It’s human nature to want to hold someone responsible for a crisis. It can even become an overwhelming, emotional need.
So it’s understandable that people who are being furloughed, laid-off, or having their wages cut might blame their employers.
Even for those not directly affected, who are hearing about layoffs from the media or friends and family, it’s easy to blame the companies that are making drastic cuts.
But it would be wrong. In fact, the opposite is true.
Business (and non-profit) leaders are shutting or slowing operations as a public service to help minimize the spread of the virus. And this is good. It’s for the best. We want public health to be the most important priority right now.
The financial reality of operating a business is that when revenue shrinks, the business can’t cover its costs, including labor. That’s the reality that has kicked in — and will continue — for many businesses.
In normal times, we can say that business leaders have some responsibility to be flexible, to plan for downturns and innovate their way into maintaining a steady footing.
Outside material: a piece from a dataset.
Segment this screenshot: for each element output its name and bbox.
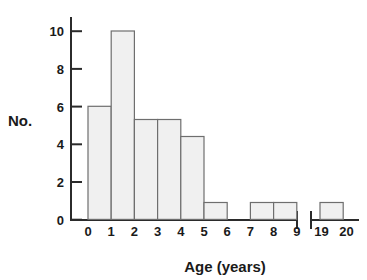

But these are not normal times. Business leaders could not have anticipated this abrupt and steep downturn in business before January this year. It’s not their fault.
And what’s the alternative?
Keeping most operations running as normal would turbo charge the spread of the virus. So business leaders, either on their own or forced by governors, are doing the right thing to slow the spread of the virus by closing or drastically reducing operations. We should be thanking them, not blaming them.
Many business leaders are experiencing the most difficult times of their lives. Laying off employees is always painful, and for leaders who feel protective and emotionally connected to their employees, it is especially painful.
Many business leaders feel that their employees are like family. Imagine how you would feel if you had to lay off your family.
If we had stronger safety nets in our country, the pain would be less. Imagine if all employees being laid off could count on 100 percent of their wages in unemployment insurance and a continuation of their health insurance and retirement benefits.
That’s the kind of thing that many in Congress have pushed for in the economic rescue packages responding to the COVID-19 crisis. But stronger, permanent safety nets leading into the pandemic would have lessened both the economic crisis and the public health crisis that is causing it.
Without national paid sick leave and paid family and medical leave, many employees don’t stay home when they get sick. That’s a known fact.
Bring COVID-19 into the picture and the lack of national paid leave means that some employees, gig workers, independent contractors and others went to work during the past two months — even if they had symptoms of the virus. That put co-workers at risk, and likely increased the spread of the virus.
One thing we can blame business leaders for is lobbying against stronger safety nets, such as paid leave. Business leaders as a group carry a lot of clout in preventing such systems from receiving due consideration by policymakers.
The standard line “it’s bad for business” dominates policy discussions that involve improvements that might help when disruption hits workers — whether those disruptions are big or small.
Responsible business leaders have long understood that such arguments are bad for the country. To protect short-term profits by opposing longer-term investments that prioritize people (and planet) along with profits is not just selfish and inhumane.
It increases the risk for future disruption — for every business. Our current crisis is a deeply unfortunate example.
Disruption will always be part of our economic system. It’s the flip side of the freedom to innovate. With entrepreneurs and investors free to invent new products, services and business strategies, we have a fast-growing economy and a fast-improving standard of living.
But, as a country, we have not seriously addressed the inevitable economic fallout — large and small — that is an inevitable part of the system. It’s as if we’ve pretended that companies don’t go out of business, industries don’t make massive shifts or markets never change.
Therefore our people don’t need protecting from such disruptions.
The current crisis shows how dangerous that ignorance is. We can hope that once we are through the public health crisis, business leaders will push policymakers to establish much stronger, permanent economic safety nets. Planning for and protecting people from inevitable disruption is better than ignoring the inevitable.
For now, in response to the COVID-19 pandemic, business leaders — from tiny companies to giant multinational corporations — are doing the right thing and shutting or rearranging their businesses to reduce the spread of the virus. That has caused a massive economic crisis.
But let’s not blame them for doing the right thing. Let’s applaud them and once the crisis is over, urge them to keep doing the right thing.